I wheel off the pavement onto dirt and usually push it a little on the small curve in the road, saying, “power slide” to myself. From here I can see the plains clearly and it feels safe, with our backs to the Western Divide, facing east, vigilant for intruders. Two fires ago we did this all night, with an intruding firestorm down below us on Old Stage Road, gobbling up acreage and moving insistently our way. The cops were a half-mile away, mandating evacuation. We loaded up and slept with our boots on, ready to run.
We face south and have an expansive view across Six Mile Creek Canyon to the tree-covered, north-facing ridge opposite. Our ridge is bare by comparison. We removed over sixty trees since we’ve been here, due to beetle infestation. With so much sunshine here, it is always bright, but I love the stormy days too, when the mists move up and down in front of us, creating Chinese brush painted scenes with trees and rocks partially obscured then brightly lit, then obscured once again. The wind is formidable and my only real nemesis. I respect its usefulness, but on those days when it threatens to take the paint off the house, I would prefer to be elsewhere.
Visitors most often stand and stare across to the opposite ridge, reaching for words. Chinese friends have affirmed what we knew from the beginning, that our feng shui (wind / water) is excellent. This is apparently true as I watch our guests sink into the magic of this sunlit ridge.
Being here and getting here are the best parts of my day. We have so much of our lives invested in this place that I feel like one of the firs, bracing against the wind, shivering in the cold and snow, basking in the sunshine, reflecting on our life when it is calm and absolutely silent, knowing where I belong.
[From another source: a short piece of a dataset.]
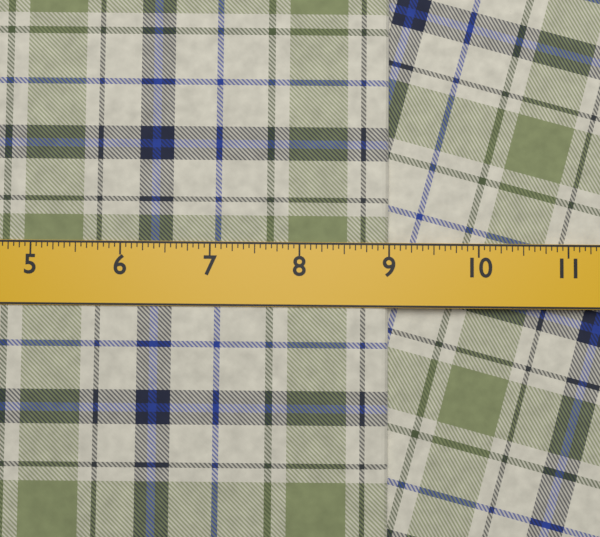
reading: 9.0000 in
We have laughed and cried here, been inspired and nearly crushed, left to flounder and buoyed ahead by hope, hard work and fearlessness.
Sandy has created a jewel box home for us, a work of art and a comfortable container for living, a safe and solid and warm storm shelter against the winds from the west and those from the shadows. We held our wedding, two big birthdays, at least one wake and more assorted dinners and parties than can ever be counted. Rico is buried on the ridge where we can keep an eye on him and more of us may be planted out there in time.
This is our home for now. This is where our love is. This is where our life is.
The wind is howling outside and every so often there is a boom like a tree falling. A storm is coming from the west, tumbling down on us from the Divide. We are the first line of defense.
But summer is also coming, and with it, long warm days and gentle afternoon rains, sunset lighting the sky until ten, with lightning and thunder helping make sure we are awake.
This place is temporary. We are temporary. Change endures.
And then, as quickly as the winds rose, it is calm. A hawk glides down the canyon without movement. The winter sun slips over the ridge to the west. The house creaks and settles.